Edition
Masquer
De civitate Dei (CCSL)
Caput XXIII: De interioribus malis, quibus Romana respublica exagitata est, praecedente prodigio, quod in rabie omnium animalium, quae hominibus seruiunt, fuit.
Sed iam illa mala breuiter, quantum possumus, commemoremus, quae quanto interiora, tanto miseriora exstiterunt: discordiae ciuiles uel potius inciuiles, nec iam seditiones, sed etiam ipsa bella urbana, ubi tantus sanguis effusus est, ubi partium studia non contionum dissensionibus uariisque uocibus in alterutrum, sed plane iam ferro armisque saeuiebant; bella socialia, bella seruilia, bella ciuilia quantum Romanum cruorem fuderunt, quantam Italiae uastationem desertionemque fecerunt. namque antequam se aduersus Romam sociale Latium commoueret, cuncta animalia humanis usibus subdita, canes equi, asini boues, et quaeque alia pecora sub hominum dominio fuerunt, subito efferata et domesticae lenitatis oblita relictis tectis libera uagabantur et omnem non solum aliorum, uerum etiam dominorum auersabantur accessum, non sine exitio uel periculo audentis, si quis de proximo urgeret. quanti mali signum fuit, si hoc signum fuit, quod tantum malum fuit, si etiam signum non fuit hoc si nostris temporibus accidisset, rabidiores istos quam sua illi animalia pateremur.
Traduction
Masquer
The City of God
Chapter 23.--Of the Internal Disasters Which Vexed the Roman Republic, and Followed a Portentous Madness Which Seized All the Domestic Animals.
But let us now mention, as succinctly as possible, those disasters which were still more vexing, because nearer home; I mean those discords which are erroneously called civil, since they destroy civil interests. The seditions had now become urban wars, in which blood was freely shed, and in which parties raged against one another, not with wrangling and verbal contention, but with physical force and arms. What a sea of Roman blood was shed, what desolations and devastations were occasioned in Italy by wars social, wars servile, wars civil! Before the Latins began the social war against Rome, all the animals used in the service of man--dogs, horses, asses, oxen, and all the rest that are subject to man--suddenly grew wild, and forgot their domesticated tameness, forsook their stalls and wandered at large, and could not be closely approached either by strangers or their own masters without danger. If this was a portent, how serious a calamity must have been portended by a plague which, whether portent or no, was in itself a serious calamity! Had it happened in our day, the heathen would have been more rabid against us than their animals were against them.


Your task: Going through the data below, find how many lines include the word "center", and reply with that number alone.

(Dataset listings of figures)
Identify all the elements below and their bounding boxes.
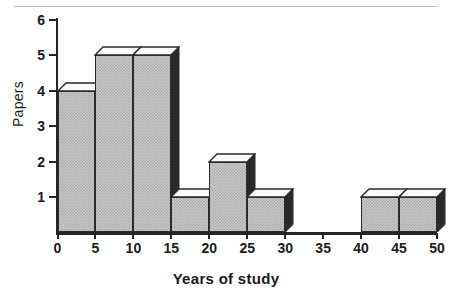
- y-tick-mark: [49, 161, 56, 163]
- y-tick-label: 1: [29, 190, 45, 204]
- y-axis-title: Papers: [10, 64, 26, 144]
- bar-front-face: [247, 197, 285, 232]
- x-tick-label: 10: [118, 241, 148, 255]
- x-tick-mark: [360, 233, 362, 239]
- x-tick-label: 45: [384, 241, 414, 255]
- bar-front-face: [209, 162, 247, 233]
- histogram-figure: 123456 05101520253035404550 Papers Years…: [0, 0, 452, 305]
- x-tick-mark: [398, 233, 400, 239]
- y-tick-label: 3: [29, 119, 45, 133]
- bar-front-face: [361, 197, 399, 232]
- x-tick-mark: [436, 233, 438, 239]
- y-tick-mark: [49, 54, 56, 56]
- bar-front-face: [133, 55, 171, 232]
- bar-front-face: [58, 91, 96, 233]
- y-tick-label: 4: [29, 84, 45, 98]
- bar-side-face: [170, 47, 180, 197]
- x-tick-label: 15: [156, 241, 186, 255]
- x-tick-mark: [170, 233, 172, 239]
- y-tick-mark: [49, 125, 56, 127]
- x-tick-mark: [322, 233, 324, 239]
- y-tick-mark: [49, 19, 56, 21]
- x-tick-mark: [208, 233, 210, 239]
- x-tick-mark: [284, 233, 286, 239]
- y-tick-mark: [49, 90, 56, 92]
- x-axis-title: Years of study: [0, 270, 452, 287]
- x-tick-mark: [246, 233, 248, 239]
- x-tick-label: 20: [194, 241, 224, 255]
- x-tick-label: 30: [270, 241, 300, 255]
- y-tick-mark: [49, 196, 56, 198]
- y-tick-label: 5: [29, 48, 45, 62]
- y-tick-label: 6: [29, 13, 45, 27]
- bar-front-face: [399, 197, 437, 232]
- x-tick-label: 0: [43, 241, 73, 255]
- bar-front-face: [95, 55, 133, 232]
- x-tick-label: 40: [346, 241, 376, 255]
- x-tick-mark: [94, 233, 96, 239]
- y-axis-line: [56, 18, 58, 234]
- x-tick-label: 5: [80, 241, 110, 255]
- y-tick-label: 2: [29, 155, 45, 169]
- x-tick-label: 35: [308, 241, 338, 255]
- x-tick-label: 25: [232, 241, 262, 255]
- x-tick-label: 50: [422, 241, 452, 255]
- x-tick-mark: [57, 233, 59, 239]
- plot-area: 123456 05101520253035404550 Papers Years…: [0, 0, 452, 305]
- x-tick-mark: [132, 233, 134, 239]
- bar-front-face: [171, 197, 209, 232]
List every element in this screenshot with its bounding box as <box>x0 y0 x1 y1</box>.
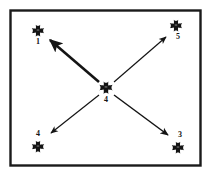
node-label-4-bottom-left: 4 <box>36 130 40 138</box>
arrow-center-to-bottom-right <box>114 95 168 135</box>
arrow-center-to-top-right <box>114 37 166 82</box>
figure-container: 1 5 4 4 3 <box>0 0 211 176</box>
cross-pattee-icon <box>32 141 44 153</box>
cross-pattee-icon <box>170 20 182 32</box>
arrow-center-to-top-left <box>50 40 99 82</box>
arrow-center-to-bottom-left <box>51 95 99 133</box>
diagram-canvas <box>0 0 211 176</box>
node-label-5: 5 <box>176 33 180 41</box>
node-label-3: 3 <box>178 131 182 139</box>
cross-pattee-icon <box>32 25 44 37</box>
cross-pattee-icon <box>172 142 184 154</box>
cross-pattee-icon <box>99 81 112 94</box>
node-label-1: 1 <box>36 38 40 46</box>
node-label-4-center: 4 <box>104 96 108 104</box>
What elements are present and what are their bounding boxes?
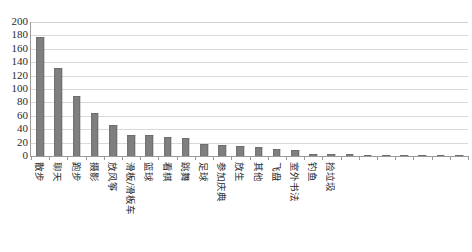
bar xyxy=(273,149,281,156)
x-axis-tick-label: 放生 xyxy=(235,162,245,182)
bar-slot xyxy=(286,22,304,156)
x-axis-tick xyxy=(304,156,305,160)
bar-slot xyxy=(413,22,431,156)
x-axis-tick-label: 看棋 xyxy=(162,162,172,182)
bar-slot xyxy=(195,22,213,156)
bar xyxy=(218,145,226,156)
x-axis-tick-label: 滑板/滑板车 xyxy=(126,162,136,215)
x-axis-tick-label: 其他 xyxy=(253,162,263,182)
bar xyxy=(54,68,62,156)
x-axis-tick xyxy=(268,156,269,160)
x-axis-tick xyxy=(31,156,32,160)
x-axis-tick xyxy=(49,156,50,160)
x-axis-tick-label: 放风筝 xyxy=(107,162,117,192)
bar xyxy=(91,113,99,156)
x-axis-tick-label: 钓鱼 xyxy=(308,162,318,182)
x-axis-tick xyxy=(158,156,159,160)
x-axis-tick xyxy=(359,156,360,160)
bar-slot xyxy=(49,22,67,156)
x-axis-ticks xyxy=(31,156,468,161)
bar xyxy=(109,125,117,156)
x-axis-tick-label: 摄影 xyxy=(89,162,99,182)
bar-slot xyxy=(140,22,158,156)
bars-layer xyxy=(31,22,468,156)
x-axis-tick-label: 聊天 xyxy=(53,162,63,182)
y-axis-tick-label: 20 xyxy=(2,137,28,148)
bar-slot xyxy=(341,22,359,156)
x-axis-tick-label: 参加庆典 xyxy=(217,162,227,202)
bar-slot xyxy=(213,22,231,156)
x-axis-tick xyxy=(322,156,323,160)
bar-slot xyxy=(304,22,322,156)
y-axis-tick-label: 80 xyxy=(2,96,28,107)
x-axis-tick xyxy=(377,156,378,160)
x-axis-tick-label: 跳舞 xyxy=(180,162,190,182)
y-axis-tick-label: 140 xyxy=(2,56,28,67)
x-axis-tick xyxy=(468,156,469,160)
bar xyxy=(237,146,245,156)
x-axis-tick-label: 跑步 xyxy=(71,162,81,182)
y-axis-tick-label: 0 xyxy=(2,150,28,161)
bar xyxy=(200,144,208,156)
bar xyxy=(164,137,172,156)
bar-slot xyxy=(67,22,85,156)
x-axis-tick xyxy=(140,156,141,160)
bar-slot xyxy=(359,22,377,156)
bar xyxy=(182,138,190,156)
bar-slot xyxy=(231,22,249,156)
bar-slot xyxy=(377,22,395,156)
x-axis-tick-label: 篮球 xyxy=(144,162,154,182)
bar-slot xyxy=(104,22,122,156)
bar xyxy=(36,37,44,156)
y-axis-tick-label: 60 xyxy=(2,110,28,121)
bar-chart: 200180160140120100806040200 散步聊天跑步摄影放风筝滑… xyxy=(0,0,472,252)
x-axis-tick xyxy=(86,156,87,160)
bar-slot xyxy=(450,22,468,156)
bar-slot xyxy=(250,22,268,156)
x-axis-tick xyxy=(286,156,287,160)
x-axis-tick xyxy=(122,156,123,160)
x-axis-tick xyxy=(177,156,178,160)
bar xyxy=(127,135,135,156)
bar-slot xyxy=(268,22,286,156)
x-axis-labels: 散步聊天跑步摄影放风筝滑板/滑板车篮球看棋跳舞足球参加庆典放生其他飞盘室外书法钓… xyxy=(31,162,468,252)
x-axis-tick-label: 捡垃圾 xyxy=(326,162,336,192)
bar-slot xyxy=(158,22,176,156)
y-axis-tick-label: 160 xyxy=(2,43,28,54)
bar-slot xyxy=(177,22,195,156)
bar xyxy=(255,147,263,156)
x-axis-tick-label: 飞盘 xyxy=(271,162,281,182)
bar-slot xyxy=(31,22,49,156)
x-axis-tick xyxy=(195,156,196,160)
bar xyxy=(73,96,81,156)
y-axis-labels: 200180160140120100806040200 xyxy=(0,0,28,252)
x-axis-tick xyxy=(231,156,232,160)
x-axis-tick xyxy=(450,156,451,160)
bar-slot xyxy=(432,22,450,156)
bar-slot xyxy=(86,22,104,156)
x-axis-tick-label: 足球 xyxy=(198,162,208,182)
y-axis-tick-label: 180 xyxy=(2,29,28,40)
y-axis-tick-label: 40 xyxy=(2,123,28,134)
bar-slot xyxy=(395,22,413,156)
x-axis-tick-label: 散步 xyxy=(35,162,45,182)
x-axis-tick xyxy=(250,156,251,160)
bar xyxy=(146,135,154,156)
x-axis-tick xyxy=(213,156,214,160)
bar-slot xyxy=(122,22,140,156)
x-axis-tick xyxy=(67,156,68,160)
x-axis-tick xyxy=(341,156,342,160)
x-axis-tick-label: 室外书法 xyxy=(290,162,300,202)
x-axis-tick xyxy=(104,156,105,160)
x-axis-tick xyxy=(395,156,396,160)
y-axis-tick-label: 100 xyxy=(2,83,28,94)
x-axis-tick xyxy=(413,156,414,160)
y-axis-tick-label: 120 xyxy=(2,70,28,81)
x-axis-tick xyxy=(432,156,433,160)
bar-slot xyxy=(322,22,340,156)
y-axis-tick-label: 200 xyxy=(2,16,28,27)
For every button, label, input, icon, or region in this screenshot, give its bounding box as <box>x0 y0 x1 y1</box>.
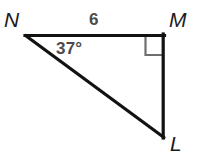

Task answer: 5